It was a personal defeat for Gov. Arnold Schwarzenegger when Republican state legislators refused to allow a variable of his proposed $68 billion to $70 billion in new construction and repair bonds onto the June primary election ballot.
Schwarzenegger immediately “guaranteed” the bonds would return, using language similarly to his movie character who boasted, “I’ll be back.”
But bonds are nothing like Terminators. They don’t necessarily deserve an opportunity for another chance when a better alternative waits, lacking only political will to become reality.
That alternative is “pay-as-you-go,” the way most households operate when considering things like roof repairs or expanding a patio, roughly analogous on a micro scale to the gigantic levee, highway, school, jail and other repairs and construction envisioned by Schwarzenegger.
There’s compelling math for pay-as-you-go. There’s also plenty of political reason to adopt that approach, even if the governor’s supposed adversaries among Democratic lawmakers have not yet seen it that way.
Politically, if Democrats like Assembly Speaker Fabian Nunez of East Los Angeles and state Senate President Don Perata of Oakland okay bonds to finance the repairs and improvements virtually all Californians agree are needed, they will be providing Schwarzenegger precisely the platform he wants to run on in his reelection drive this fall.
Even if, as Nunez aide Steve Maviglio insists, the bonds “would have many things in them that are great for Democrats – school construction and repair, flood control and plenty of traffic and transit improvement” – they would quickly become Schwarzenegger’s bonds, just as when he took over a business-inspired ballot initiative aiming to clamp down on labor union political spending in last fall’s special election. The idea wasn’t his, but you’d never have known that by listening to him.
In the strange choreography of Sacramento, Nunez and his Democratic compadres insist they want bonds voted on this November because “they are good for California.” Nobody can be quite sure they’d be saying this or voting for the bonds if legislative Republicans weren’t so dead set against them.
The truth is, fiscally sane Californians should also be highly skeptical of a big new bond issue. For one thing, it would cost the state about $130 billion over the next 30 years to pay back $70 billion in bonds – an average of just over $4 billion per year. If legislators and the governor passed a law guaranteeing that same $4 billion a year for the same type of rebuilding and new construction, the $4 billion per year would only be paid out for about 17 years.
Any such pay-as-you-go plan, of course, could stipulate that if state revenues fail to reach a baseline level in any given year, the spending need not occur.
This is an idea first advanced by Bill Leonard, a former Republican lawmaker now on the tax-collecting state Board of Equalization.
Leonard also noted that construction could occur much more quickly under pay-as-you-go, because the state would neither have to wait for an election to okay spending nor go through the time-consuming exercise of selling bonds.
Using bond money to fix the problematic levees of the Sacramento-San Joaquin river delta would mean waiting at least until next summer to get started, setting up another year of flood risks that Schwarzenegger maintains are more severe than those in pre-Hurricane Katrina New Orleans. Using pay-as-you-go, reconstruction could begin almost immediately.
And where would the $4 billion per year come from? This year, it could come from the approximately $6 billion in unexpected revenue the state has taken in. Some lawmakers prefer to hold onto most of that money just in case tax receipts don’t run as high next year.
But the possibility of a flood in the Delta poses far more financial risk than using money already in hand to fix the problems.
And once politicians have seen how nice it is to approve projects without needing to ask voter approval, maybe the pay-as-you-go idea will really catch on.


Aim of the exercise
Tally every line below where "chromosome" appears, then report the total alone.
***** Working data
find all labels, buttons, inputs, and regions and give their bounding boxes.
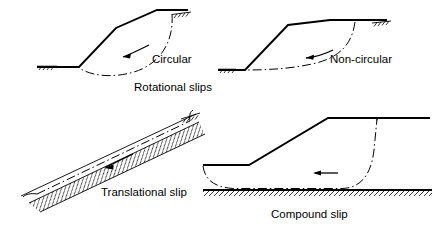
slope-failure-figure: Circular	[0, 0, 437, 231]
translational-bedrock-lower-edge	[40, 134, 205, 212]
non-circular-movement-arrow	[306, 50, 333, 60]
panel-circular: Circular	[37, 10, 192, 76]
panel-non-circular: Non-circular	[218, 20, 392, 73]
compound-ground-profile	[203, 118, 430, 165]
compound-movement-arrow	[313, 170, 338, 175]
non-circular-label: Non-circular	[330, 53, 392, 65]
translational-ground-surface	[21, 114, 196, 196]
panel-compound: Compound slip	[203, 118, 432, 220]
circular-ground-symbol-right	[172, 12, 191, 18]
translational-bedrock-fill	[29, 122, 205, 212]
panel-translational: Translational slip	[21, 110, 205, 212]
translational-slip-plane	[37, 121, 190, 194]
compound-hard-stratum	[203, 190, 432, 196]
non-circular-ground-symbol-right	[372, 21, 391, 27]
circular-ground-symbol-left	[37, 66, 57, 70]
rotational-slips-caption: Rotational slips	[134, 81, 212, 93]
translational-slip-label: Translational slip	[101, 186, 187, 198]
compound-slip-surface	[203, 119, 377, 189]
slope-failure-diagram: Circular	[0, 0, 437, 231]
non-circular-ground-symbol-left	[218, 69, 236, 73]
circular-movement-arrow	[123, 45, 149, 59]
compound-slip-label: Compound slip	[271, 208, 348, 220]
circular-label: Circular	[152, 53, 192, 65]
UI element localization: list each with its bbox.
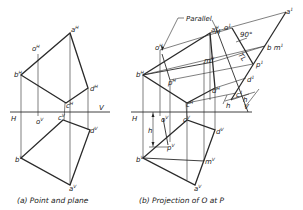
arrow-h-top (152, 113, 155, 117)
label-oV: oV (36, 117, 44, 126)
label-mV-b: mV (205, 157, 216, 166)
label-dV-b: dV (216, 127, 224, 136)
label-aV: aV (69, 184, 77, 193)
fold-label-v: V (99, 104, 105, 112)
label-aH: aH (71, 25, 79, 34)
arrow-h-bottom (152, 142, 155, 146)
parallel-leader-1 (162, 18, 184, 50)
label-p1: p1 (255, 60, 263, 69)
fold-label-h: H (11, 115, 17, 123)
label-dV: dV (90, 126, 98, 135)
line-bm-front (143, 158, 204, 161)
descriptive-geometry-figure: H V aH oH bH dH cH oV cV dV bV aV (a) Po… (0, 0, 303, 210)
figure-a: H V aH oH bH dH cH oV cV dV bV aV (a) Po… (10, 25, 110, 205)
caption-a: (a) Point and plane (17, 196, 89, 205)
plane-front-view (21, 120, 90, 185)
label-bm1: b m1 (267, 43, 284, 52)
plane-top-view (21, 33, 88, 103)
label-oV-b: oV (161, 115, 169, 124)
label-dH-b: dH (212, 86, 220, 95)
dim-h-label-aux: h (226, 102, 230, 110)
label-aV-b: aV (194, 184, 202, 193)
label-c1: c1 (236, 90, 243, 99)
aux-projector-o (160, 28, 232, 50)
label-bV-b: bV (136, 155, 144, 164)
dim-h-label: h (148, 127, 152, 135)
line-op-top (162, 54, 170, 80)
label-bV: bV (15, 155, 23, 164)
figure-b: H V H (131, 7, 293, 205)
tl-label: TL (236, 52, 247, 63)
label-a1: a1 (286, 7, 293, 16)
label-pH-b: pH (167, 78, 176, 87)
aux-projector-p (170, 64, 253, 80)
label-cH-b: cH (186, 100, 194, 109)
label-d1: d1 (247, 75, 254, 84)
label-o1: o1 (224, 23, 231, 32)
dim-h-label-aux-2: h (243, 96, 247, 104)
label-dH: dH (90, 84, 98, 93)
parallel-label: Parallel (186, 15, 212, 23)
label-pV-b: pV (166, 143, 175, 152)
caption-b: (b) Projection of O at P (139, 196, 225, 205)
label-oH: oH (32, 44, 40, 53)
fold-label-h-b: H (132, 115, 138, 123)
angle-label: 90° (240, 31, 252, 39)
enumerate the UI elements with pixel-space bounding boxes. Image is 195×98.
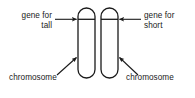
chromosome-right xyxy=(101,8,118,78)
label-gene-for-short-line2: short xyxy=(144,21,194,31)
label-gene-for-tall-line2: tall xyxy=(6,21,52,31)
label-gene-for-short-line1: gene for xyxy=(144,11,194,21)
chromosome-left xyxy=(78,8,95,78)
label-gene-for-tall: gene for tall xyxy=(6,11,52,30)
chromosome-left-arrow xyxy=(57,58,77,76)
chromosome-gene-diagram: gene for tall gene for short chromosome … xyxy=(0,0,195,98)
label-chromosome-right: chromosome xyxy=(126,73,174,83)
label-gene-for-short: gene for short xyxy=(144,11,194,30)
label-gene-for-tall-line1: gene for xyxy=(6,11,52,21)
label-chromosome-left: chromosome xyxy=(9,73,57,83)
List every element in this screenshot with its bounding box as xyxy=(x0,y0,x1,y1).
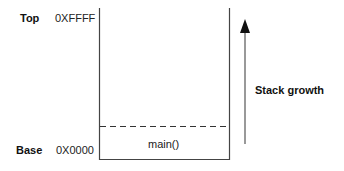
stack-frame-main: main() xyxy=(148,138,179,150)
growth-arrow-head-icon xyxy=(240,19,250,33)
base-address: 0X0000 xyxy=(56,144,94,156)
base-label: Base xyxy=(16,144,42,156)
top-address: 0XFFFF xyxy=(55,12,95,24)
stack-growth-label: Stack growth xyxy=(255,84,324,96)
top-label: Top xyxy=(20,12,39,24)
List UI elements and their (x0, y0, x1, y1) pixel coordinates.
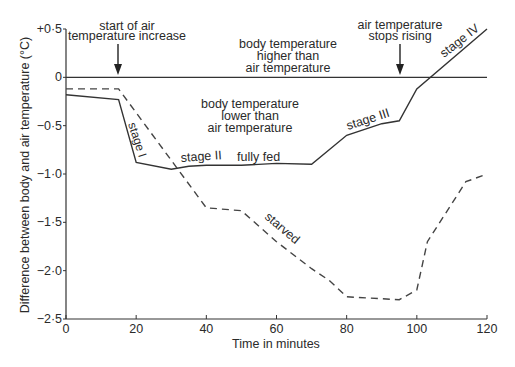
**********
Completed exercise
6